The METR study essentially confirmed what a lot of us have been feeling but didn't want to admit: AI coding tools don't save time. At best, they redistribute where your attention goes. At worst, they create an illusion of productivity while the cognitive load actually increases.

What I actually changed

I stopped optimizing for speed. Instead, I started asking: "where is my attention going?"


1. I front-load the thinking, not the prompting.

Before I touch any AI tool, I write down — in plain text — what I want, why I want it, and what "done" looks like. Not for the AI. For me. This takes 5-10 minutes and it's the most impactful thing I do all day, because it forces me to think before generating.

Kent Beck calls this the distinction between "augmented coding" and "vibe coding." The latter is hoping the AI gives you working code. The former is knowing what working code looks like before the AI writes it.


2. I treat verification as the actual job.

I used to think of code review as a chore you do after the real work. Now it IS the real work. StrongDM's team took this to the extreme — their "Dark Factory" setup has zero human code review. All investment goes into tests, tools, and simulations. The humans define what correct looks like. The machines do everything else.

I'm not there yet, but the direction is clear: my value isn't in writing code.

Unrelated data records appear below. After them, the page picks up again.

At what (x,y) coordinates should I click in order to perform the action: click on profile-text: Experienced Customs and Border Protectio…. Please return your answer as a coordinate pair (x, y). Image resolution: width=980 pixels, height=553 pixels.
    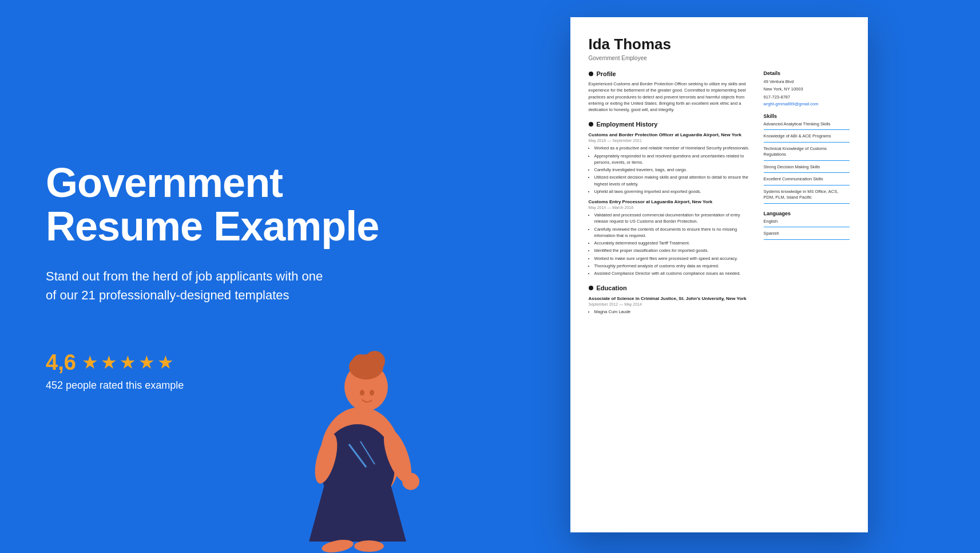
    Looking at the image, I should click on (672, 97).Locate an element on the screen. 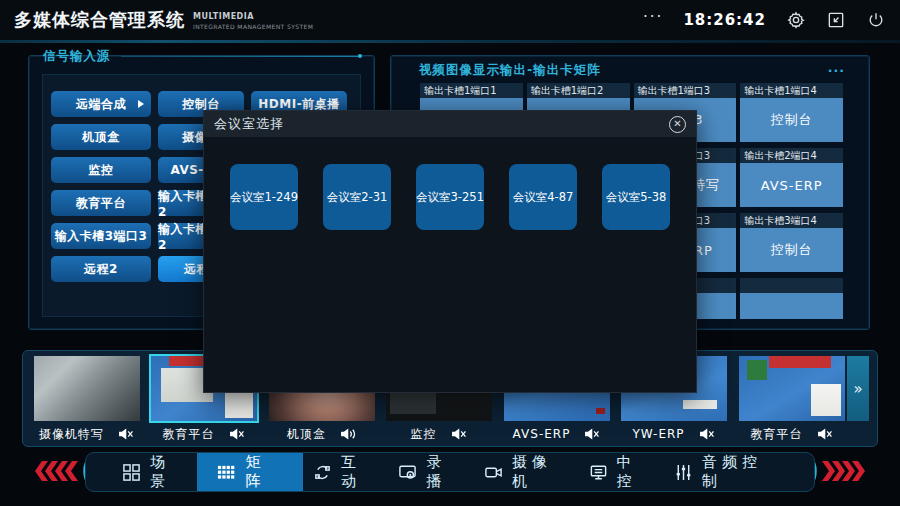 The height and width of the screenshot is (506, 900). app-title: 多媒体综合管理系统 is located at coordinates (100, 20).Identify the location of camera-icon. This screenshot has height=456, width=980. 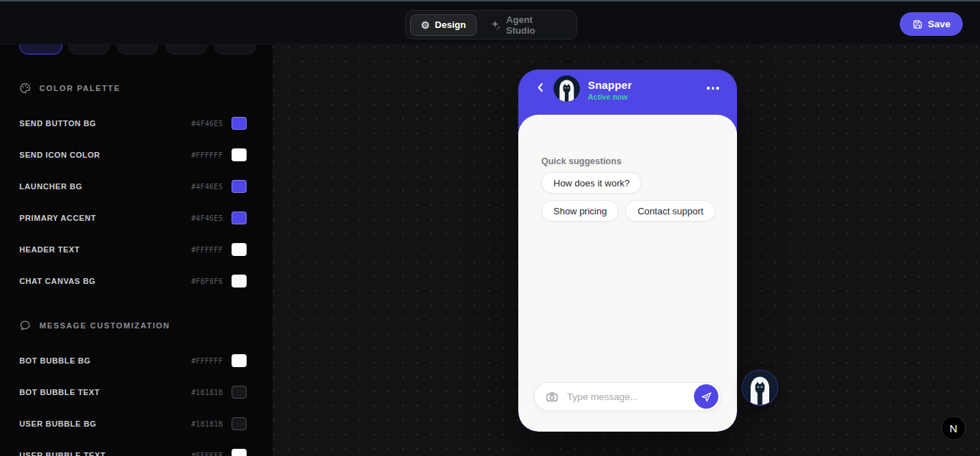
(552, 397). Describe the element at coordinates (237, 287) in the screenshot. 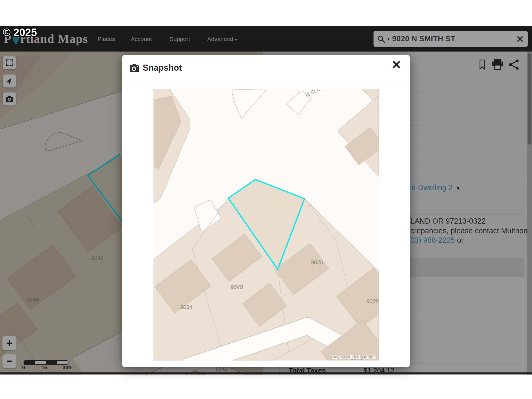

I see `parcel-label-9040: 9040` at that location.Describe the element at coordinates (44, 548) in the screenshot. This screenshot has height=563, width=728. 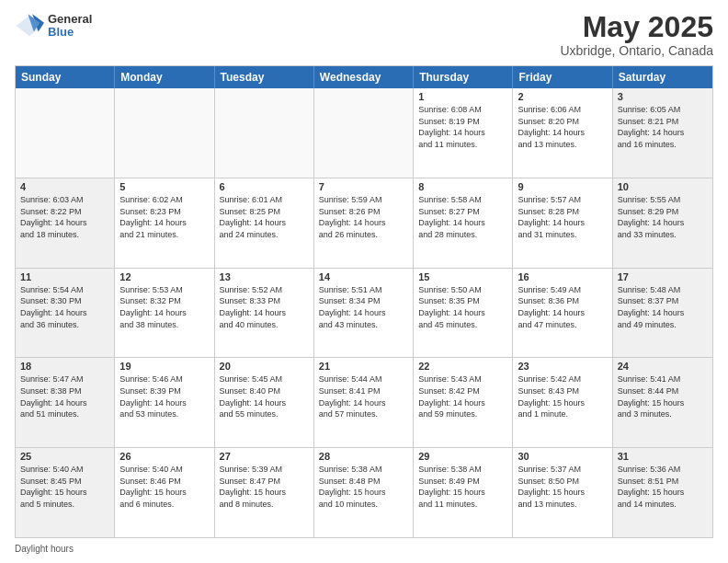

It's in defining what "correct" means for my specific context.


3. I stopped measuring productivity in output.

More lines of code is not more productivity. More PRs is not more productivity. The Harness 2025 survey found that 67% of developers spend more time debugging AI-generated code than they would have spent writing it themselves. If that's you, generating more code faster is making things worse, not better.

The metric I care about now: how much of my attention went to decisions only I can make? Architecture choices, user-facing trade-offs, "should we even build this" — that's the stuff AI can't do. Everything else, I want to automate not because it's faster, but because it frees up mental bandwidth for the hard problems.

The uncomfortable implication

If the METR study is right — if AI tools don't actually save time for experienced developers on familiar codebases — then the value proposition of AI coding isn't "10x productivity." It's something more subtle:

The ability to spend your attention on higher-impact work, if you're disciplined enough to actually do it.

That's a much harder sell than "write code faster." It requires you to know what high-impact work looks like, and to resist the dopamine hit of watching AI generate 200 lines in 3 seconds.

I don't have this figured out. Some days I still catch myself vibe coding and pretending the output is good because it compiled. The METR study's perception gap isn't just about their participants — it's about all of us.

But at least now, when I feel productive with AI, I stop and ask: am I actually productive, or does it just feel that way?